Until about 2014 (when the GoogleNet was introduced), the most significant improvements in deep learning had appeared in the form of increased network depth – from the AlexNet (8 layers) to GoogleNet (22 layers). Some other networks with around 30 layers were also introduced around that time.
Driven by the significance of depth, a team of researchers asked the question: Is learning better networks as easy as stacking more layers?
The team experimented with substantially deeper networks (with hundreds of layers) and found some counterintuitive results (shown below). In one of the experiments, they found that a 56-layered convolutional net had a higher training (and test) error than a 20-layered net on the CIFAR-10 dataset.
Analyse the results in the plot above and list down at least 1-2 possible explanations for them.
The team found that the results are not because of overfitting. If that were the case, the deeper net would have achieved much lower training error rate, while the test error would have been high.
What could then explain these results? Let’s find out.
Thus, the key motivator for the ResNet architecture was the observation that, empirically, adding more layers was not improving the results monotonically. This was counterintuitive because a network with n + 1 layers should be able to learn at least what a network with n layers could learn, plus something more.
The ResNet team (Kaiming He et al) came up with a novel architecture with skip connections which enabled them to train networks as deep as 152 layers. The ResNet achieved groundbreaking results across several competitions – a 3.57% error rate on the ImageNet and the first position in many other ILSVRC and COCO object detection competitions.
Let’s look at the basic mechanism, the skip connections or residual connections, which enabled the training of very deep networks.
Thus, the skip connection mechanism was the key feature of the ResNet which enabled the training of very deep networks. Some other key features of the ResNet are summarised below. You are also encouraged to read the detailed results in the ResNet paper provided at the bottom of this page:
- ILSVRC’15 classification winner (3.57% top 5 error)
- 152 layer model for ImageNet
- Has other variants also (with 35, 50, 101 layers)
- Every ‘residual block’ has two 3×3 convolution layers
- No FC layer, except one last 1000 FC softmax layer for classification
- Global average pooling layer after the last convolution
- Batch Normalization after every convolution layer
- SGD + momentum (0.9)
- No dropout used
In the next few segments, you will learn how to use these large pre-trained networks to solve your own deep learning problems using the principles of transfer learning.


# TASK TO CARRY OUT
Copy out each line of the listing that has the word "variables" in it.

# EXERCISE MATERIALS
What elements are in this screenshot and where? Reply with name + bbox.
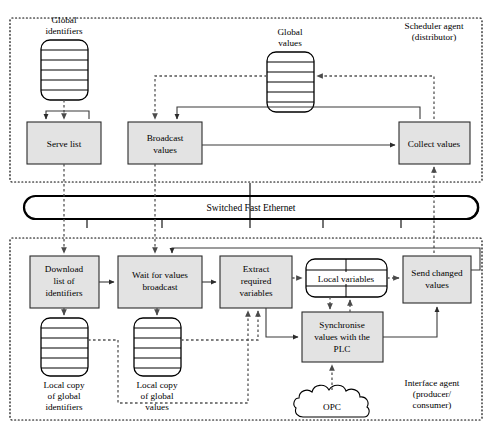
flow-synchronise-to-send [383, 307, 437, 337]
svg-text:identifiers: identifiers [45, 402, 83, 412]
svg-text:identifiers: identifiers [45, 26, 83, 36]
svg-text:PLC: PLC [334, 344, 351, 354]
svg-text:values: values [153, 145, 177, 155]
svg-text:Synchronise: Synchronise [319, 320, 364, 330]
flow-collect-to-globalvalues [317, 76, 434, 119]
svg-text:Extract: Extract [243, 264, 270, 274]
svg-text:values: values [278, 38, 302, 48]
network-bus: Switched Fast Ethernet [24, 196, 479, 219]
store-global-values: Global values [267, 27, 314, 112]
svg-text:variables: variables [239, 288, 273, 298]
svg-text:OPC: OPC [323, 402, 341, 412]
process-download-list-of-identifiers[interactable]: Download list of identifiers [30, 256, 99, 308]
process-extract-required-variables[interactable]: Extract required variables [220, 256, 292, 308]
svg-text:values: values [425, 280, 449, 290]
svg-text:required: required [241, 276, 272, 286]
scheduler-agent-label: Scheduler agent (distributor) [405, 21, 464, 42]
process-broadcast-values[interactable]: Broadcast values [128, 122, 202, 164]
store-local-copy-of-global-values: Local copy of global values [134, 318, 181, 412]
process-synchronise-values-with-the-plc[interactable]: Synchronise values with the PLC [302, 312, 383, 362]
flow-localvalues-to-extract [181, 311, 258, 340]
svg-text:Broadcast: Broadcast [147, 133, 184, 143]
svg-text:Interface agent: Interface agent [405, 378, 460, 388]
flow-extract-to-synchronise [266, 308, 298, 337]
process-serve-list[interactable]: Serve list [27, 122, 101, 164]
architecture-diagram: Scheduler agent (distributor) Interface … [0, 0, 492, 430]
svg-text:Send changed: Send changed [411, 268, 463, 278]
svg-text:Download: Download [45, 264, 84, 274]
store-local-variables: Local variables [306, 259, 387, 297]
store-global-identifiers: Global identifiers [41, 15, 88, 100]
flow-servelist-selfloop [46, 111, 89, 119]
svg-text:of global: of global [48, 391, 81, 401]
svg-text:broadcast: broadcast [142, 282, 178, 292]
svg-text:Local copy: Local copy [136, 380, 177, 390]
process-collect-values[interactable]: Collect values [399, 122, 470, 164]
svg-text:Collect values: Collect values [408, 139, 461, 149]
svg-text:Local copy: Local copy [43, 380, 84, 390]
svg-text:identifiers: identifiers [45, 288, 83, 298]
svg-text:Scheduler agent: Scheduler agent [405, 21, 464, 31]
process-send-changed-values[interactable]: Send changed values [403, 256, 471, 303]
process-wait-for-values-broadcast[interactable]: Wait for values broadcast [118, 256, 202, 308]
svg-text:Global: Global [277, 27, 302, 37]
svg-text:consumer): consumer) [413, 400, 452, 410]
store-local-copy-of-global-identifiers: Local copy of global identifiers [41, 318, 88, 412]
svg-text:of global: of global [141, 391, 174, 401]
svg-text:Serve list: Serve list [47, 139, 82, 149]
svg-text:values with the: values with the [314, 332, 370, 342]
svg-text:(distributor): (distributor) [412, 32, 456, 42]
svg-text:Global: Global [51, 15, 76, 25]
svg-text:Switched Fast Ethernet: Switched Fast Ethernet [207, 202, 296, 213]
svg-text:list of: list of [53, 276, 75, 286]
svg-text:Local variables: Local variables [318, 274, 375, 284]
svg-text:Wait for values: Wait for values [132, 270, 188, 280]
flow-globalvalues-to-broadcast [155, 76, 267, 119]
svg-text:(producer/: (producer/ [413, 389, 452, 399]
interface-agent-label: Interface agent (producer/ consumer) [405, 378, 460, 410]
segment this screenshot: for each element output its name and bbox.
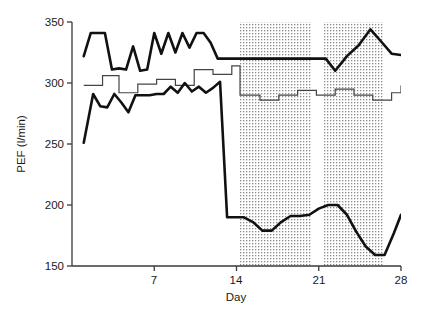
treatment-band-2 (323, 22, 383, 266)
x-tick-label-7: 7 (151, 274, 157, 286)
x-tick-label-21: 21 (313, 274, 326, 286)
pef-diary-chart: 350 300 250 200 150 7 14 21 28 Day PEF (… (0, 0, 430, 310)
y-axis-title: PEF (l/min) (15, 115, 27, 173)
x-tick-label-14: 14 (230, 274, 243, 286)
y-tick-label-300: 300 (45, 77, 64, 89)
y-tick-label-350: 350 (45, 16, 64, 28)
x-tick-label-28: 28 (395, 274, 408, 286)
y-tick-label-250: 250 (45, 138, 64, 150)
y-tick-label-200: 200 (45, 199, 64, 211)
x-axis-title: Day (226, 291, 247, 303)
y-tick-label-150: 150 (45, 260, 64, 272)
chart-svg: 350 300 250 200 150 7 14 21 28 Day PEF (… (0, 0, 430, 310)
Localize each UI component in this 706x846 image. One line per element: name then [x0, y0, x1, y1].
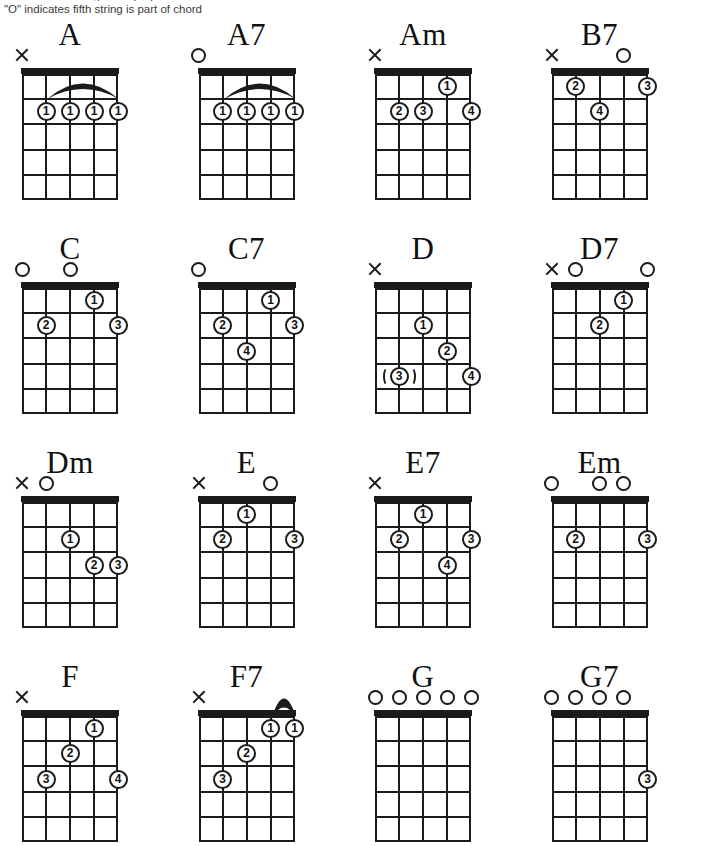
finger-dot: 3 [285, 530, 304, 549]
finger-dot: 3 [285, 316, 304, 335]
fret-line [22, 602, 118, 604]
string-line [398, 288, 400, 414]
open-string-marker [263, 476, 278, 491]
fret-line [22, 740, 118, 742]
fret-line [22, 816, 118, 818]
open-string-marker [464, 690, 479, 705]
finger-dot: 2 [61, 744, 80, 763]
muted-string-marker [367, 47, 383, 63]
fretboard: 23 [552, 502, 648, 628]
muted-string-marker [367, 475, 383, 491]
finger-dot: 3 [37, 770, 56, 789]
string-line [422, 716, 424, 842]
fret-line [552, 577, 648, 579]
finger-dot: 4 [237, 342, 256, 361]
string-line [398, 716, 400, 842]
fret-line [552, 363, 648, 365]
finger-dot: 1 [285, 102, 304, 121]
finger-dot: 1 [85, 102, 104, 121]
fretboard: 1234 [375, 74, 471, 200]
muted-string-marker [14, 47, 30, 63]
fretboard: 234 [552, 74, 648, 200]
string-line [599, 74, 601, 200]
muted-string-marker [191, 475, 207, 491]
fretboard: 12 [552, 288, 648, 414]
barre-arc [271, 690, 297, 718]
chord-diagram-g: G [353, 660, 530, 846]
fret-line [22, 337, 118, 339]
string-line [246, 716, 248, 842]
fret-line [199, 791, 295, 793]
chord-diagram-em: Em23 [530, 446, 706, 660]
finger-dot: 3 [213, 770, 232, 789]
chord-name: C7 [177, 232, 317, 266]
fret-line [552, 551, 648, 553]
barre-arc [223, 77, 297, 101]
chord-diagram-d7: D712 [530, 232, 706, 446]
fret-line [375, 312, 471, 314]
fretboard: 123 [199, 502, 295, 628]
fret-line [375, 98, 471, 100]
fret-line [375, 602, 471, 604]
open-string-marker [392, 690, 407, 705]
chord-row: C123C71234D1234D712 [0, 232, 706, 446]
fret-line [199, 577, 295, 579]
string-line [69, 502, 71, 628]
chord-diagram-d: D1234 [353, 232, 530, 446]
finger-dot: 2 [390, 530, 409, 549]
fret-line [552, 98, 648, 100]
finger-dot: 3 [390, 367, 409, 386]
fretboard: 1111 [22, 74, 118, 200]
string-line [575, 502, 577, 628]
fret-line [375, 816, 471, 818]
string-line [45, 502, 47, 628]
fret-line [375, 526, 471, 528]
fret-line [199, 337, 295, 339]
muted-string-marker [367, 261, 383, 277]
finger-dot: 4 [438, 556, 457, 575]
open-string-marker [640, 262, 655, 277]
string-line [45, 288, 47, 414]
string-line [398, 74, 400, 200]
finger-dot: 1 [261, 291, 280, 310]
string-line [446, 716, 448, 842]
fret-line [375, 149, 471, 151]
fret-line [199, 363, 295, 365]
fret-line [199, 526, 295, 528]
string-line [69, 716, 71, 842]
finger-dot: 4 [462, 367, 481, 386]
fret-line [552, 388, 648, 390]
finger-dot: 2 [390, 102, 409, 121]
string-line [623, 502, 625, 628]
finger-dot: 1 [285, 719, 304, 738]
chord-diagram-e7: E71234 [353, 446, 530, 660]
fret-line [199, 816, 295, 818]
open-string-marker [440, 690, 455, 705]
finger-dot: 3 [462, 530, 481, 549]
barre-arc [46, 77, 120, 101]
chord-name: G7 [530, 660, 670, 694]
fret-line [22, 551, 118, 553]
finger-dot: 3 [414, 102, 433, 121]
chord-diagram-f7: F71123 [177, 660, 354, 846]
open-string-marker [616, 690, 631, 705]
string-line [599, 502, 601, 628]
fret-line [22, 577, 118, 579]
fret-line [375, 388, 471, 390]
muted-string-marker [544, 261, 560, 277]
fret-line [199, 602, 295, 604]
chord-name: Em [530, 446, 670, 480]
legend-note-clipped: "X" indicates string is not played [4, 0, 168, 1]
fret-line [22, 388, 118, 390]
string-line [398, 502, 400, 628]
finger-dot: 3 [109, 556, 128, 575]
fret-line [375, 740, 471, 742]
fretboard: 1234 [375, 502, 471, 628]
string-line [599, 716, 601, 842]
open-string-marker [592, 476, 607, 491]
muted-string-marker [14, 475, 30, 491]
fretboard: 1234 [22, 716, 118, 842]
fret-line [22, 174, 118, 176]
fretboard [375, 716, 471, 842]
fretboard: 1234 [375, 288, 471, 414]
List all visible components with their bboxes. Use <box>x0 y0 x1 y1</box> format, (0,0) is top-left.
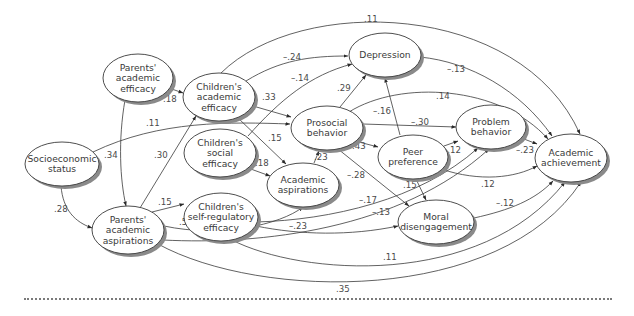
node-csre: Children'sself-regulatoryefficacy <box>184 193 261 244</box>
node-label: Parents' <box>110 214 147 225</box>
path-coefficient: –.24 <box>283 52 301 62</box>
path-coefficient: .11 <box>383 252 397 262</box>
node-label: efficacy <box>203 222 239 233</box>
node-label: Academic <box>281 174 326 185</box>
path-coefficient: .30 <box>154 150 168 160</box>
node-moral: Moraldisengagement <box>398 200 477 247</box>
path-coefficient: –.13 <box>372 207 390 217</box>
edge-cae-to-pro <box>253 106 291 117</box>
node-label: academic <box>106 224 150 235</box>
path-coefficient: .15 <box>268 133 282 143</box>
node-label: behavior <box>307 127 348 138</box>
node-label: Problem <box>472 116 510 127</box>
node-label: Peer <box>403 146 424 157</box>
node-ach: Academicachievement <box>535 134 610 185</box>
path-coefficient: –.16 <box>373 106 391 116</box>
path-coefficient: –.13 <box>447 64 465 74</box>
node-label: Prosocial <box>307 117 348 128</box>
node-label: Socioeconomic <box>27 153 96 164</box>
node-label: Depression <box>359 49 411 60</box>
node-label: academic <box>197 91 241 102</box>
node-label: aspirations <box>278 184 329 195</box>
node-pro: Prosocialbehavior <box>291 106 366 153</box>
edge-pae-to-pasp <box>121 100 126 206</box>
node-label: efficacy <box>120 83 156 94</box>
node-label: Children's <box>196 81 242 92</box>
path-coefficient: –.30 <box>411 117 429 127</box>
edge-pro-to-prob <box>363 124 456 127</box>
node-label: Academic <box>549 147 594 158</box>
node-label: Moral <box>423 211 449 222</box>
path-coefficient: –.14 <box>291 73 309 83</box>
node-label: efficacy <box>201 102 237 113</box>
node-label: Parents' <box>120 62 157 73</box>
path-coefficient: .14 <box>436 91 450 101</box>
path-coefficient: .12 <box>481 179 495 189</box>
node-label: academic <box>116 72 160 83</box>
node-asp: Academicaspirations <box>267 163 342 210</box>
path-coefficient: –.12 <box>496 198 514 208</box>
edge-prob-to-ach <box>524 139 537 144</box>
node-label: disengagement <box>400 221 472 232</box>
node-dep: Depression <box>349 33 424 80</box>
path-diagram: .11–.24–.14.18.33.15.11.34.30.18.23.29–.… <box>0 0 634 316</box>
path-coefficient: .23 <box>314 152 328 162</box>
node-label: self-regulatory <box>188 211 255 222</box>
node-label: efficacy <box>202 158 238 169</box>
node-label: preference <box>388 156 438 167</box>
path-coefficient: –.23 <box>289 221 307 231</box>
path-coefficient: –.17 <box>359 195 377 205</box>
path-coefficient: .11 <box>146 118 160 128</box>
path-coefficient: .33 <box>262 92 276 102</box>
node-label: Children's <box>197 137 243 148</box>
node-ses: Socioeconomicstatus <box>25 142 102 189</box>
node-prob: Problembehavior <box>456 105 529 152</box>
path-coefficient: .11 <box>364 14 378 24</box>
path-coefficient: .28 <box>54 204 68 214</box>
path-coefficient: .35 <box>336 284 350 294</box>
node-label: behavior <box>471 126 512 137</box>
node-label: status <box>48 163 76 174</box>
node-pasp: Parents'academicaspirations <box>92 206 167 257</box>
node-label: Children's <box>198 201 244 212</box>
node-pae: Parents'academicefficacy <box>103 54 176 105</box>
node-peer: Peerpreference <box>378 135 451 182</box>
path-coefficient: .29 <box>337 83 351 93</box>
node-cse: Children'ssocialefficacy <box>184 129 259 180</box>
path-coefficient: –.23 <box>516 145 534 155</box>
path-coefficient: .34 <box>104 150 118 160</box>
dotted-divider <box>24 298 612 300</box>
node-label: social <box>207 147 233 158</box>
node-label: aspirations <box>103 235 154 246</box>
path-coefficient: –.28 <box>347 170 365 180</box>
node-label: achievement <box>541 157 601 168</box>
path-coefficient: .15 <box>158 197 172 207</box>
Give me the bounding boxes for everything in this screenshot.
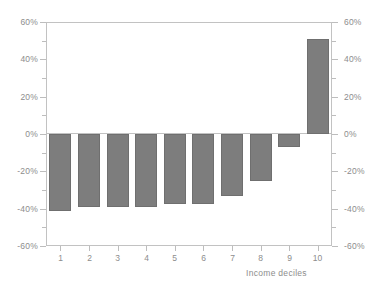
x-tick-label-5: 5	[160, 253, 189, 264]
x-tick-2	[89, 246, 90, 251]
y-tick-minor-left	[42, 153, 46, 154]
bar-4	[135, 134, 157, 207]
x-tick-10	[318, 246, 319, 251]
x-tick-label-4: 4	[132, 253, 161, 264]
x-axis-title: Income deciles	[246, 268, 307, 278]
x-tick-label-10: 10	[303, 253, 332, 264]
y-tick-minor-left	[42, 41, 46, 42]
y-tick-major-right	[332, 246, 338, 247]
y-tick-minor-right	[332, 227, 336, 228]
y-tick-major-right	[332, 171, 338, 172]
y-tick-label-left: 20%	[20, 92, 38, 102]
y-tick-label-right: 20%	[344, 92, 362, 102]
x-tick-label-6: 6	[189, 253, 218, 264]
y-tick-label-right: -20%	[344, 166, 365, 176]
y-tick-major-right	[332, 97, 338, 98]
y-tick-label-right: -40%	[344, 204, 365, 214]
y-tick-major-left	[40, 134, 46, 135]
bar-5	[164, 134, 186, 204]
y-tick-major-right	[332, 209, 338, 210]
x-tick-9	[289, 246, 290, 251]
bar-6	[192, 134, 214, 204]
y-tick-minor-right	[332, 153, 336, 154]
y-tick-label-right: 0%	[344, 129, 357, 139]
bar-chart: 60%60%40%40%20%20%0%0%-20%-20%-40%-40%-6…	[0, 0, 386, 291]
x-tick-label-1: 1	[46, 253, 75, 264]
y-tick-minor-right	[332, 41, 336, 42]
bar-9	[278, 134, 300, 147]
y-tick-label-right: 60%	[344, 17, 362, 27]
x-tick-label-8: 8	[246, 253, 275, 264]
bar-8	[250, 134, 272, 181]
x-tick-label-2: 2	[75, 253, 104, 264]
y-tick-minor-left	[42, 227, 46, 228]
y-tick-minor-right	[332, 115, 336, 116]
y-tick-label-right: -60%	[344, 241, 365, 251]
y-tick-major-left	[40, 209, 46, 210]
y-tick-minor-left	[42, 115, 46, 116]
x-tick-8	[261, 246, 262, 251]
x-tick-label-9: 9	[275, 253, 304, 264]
bar-1	[49, 134, 71, 211]
bar-10	[307, 39, 329, 134]
y-tick-minor-left	[42, 78, 46, 79]
y-tick-major-left	[40, 246, 46, 247]
x-tick-label-3: 3	[103, 253, 132, 264]
y-tick-major-right	[332, 59, 338, 60]
x-tick-5	[175, 246, 176, 251]
y-tick-minor-left	[42, 190, 46, 191]
y-tick-label-left: 40%	[20, 54, 38, 64]
y-tick-major-left	[40, 171, 46, 172]
y-tick-major-left	[40, 97, 46, 98]
y-tick-label-left: -60%	[17, 241, 38, 251]
y-tick-label-left: -40%	[17, 204, 38, 214]
bar-2	[78, 134, 100, 207]
bar-7	[221, 134, 243, 196]
bar-3	[107, 134, 129, 207]
y-tick-label-left: 60%	[20, 17, 38, 27]
y-tick-minor-right	[332, 78, 336, 79]
y-tick-label-left: 0%	[25, 129, 38, 139]
x-tick-4	[146, 246, 147, 251]
y-tick-major-right	[332, 134, 338, 135]
x-tick-label-7: 7	[218, 253, 247, 264]
y-tick-label-left: -20%	[17, 166, 38, 176]
y-tick-minor-right	[332, 190, 336, 191]
y-tick-major-left	[40, 59, 46, 60]
x-tick-1	[60, 246, 61, 251]
y-tick-major-left	[40, 22, 46, 23]
x-tick-7	[232, 246, 233, 251]
x-tick-6	[203, 246, 204, 251]
y-tick-major-right	[332, 22, 338, 23]
y-tick-label-right: 40%	[344, 54, 362, 64]
x-tick-3	[118, 246, 119, 251]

# WRITTEN SOLUTION
svg-text:variables: variables [239, 288, 273, 298]
process-extract-required-variables[interactable]: Extract required variables [220, 256, 292, 308]
store-local-variables: Local variables [306, 259, 387, 297]
svg-text:Local variables: Local variables [318, 274, 375, 284]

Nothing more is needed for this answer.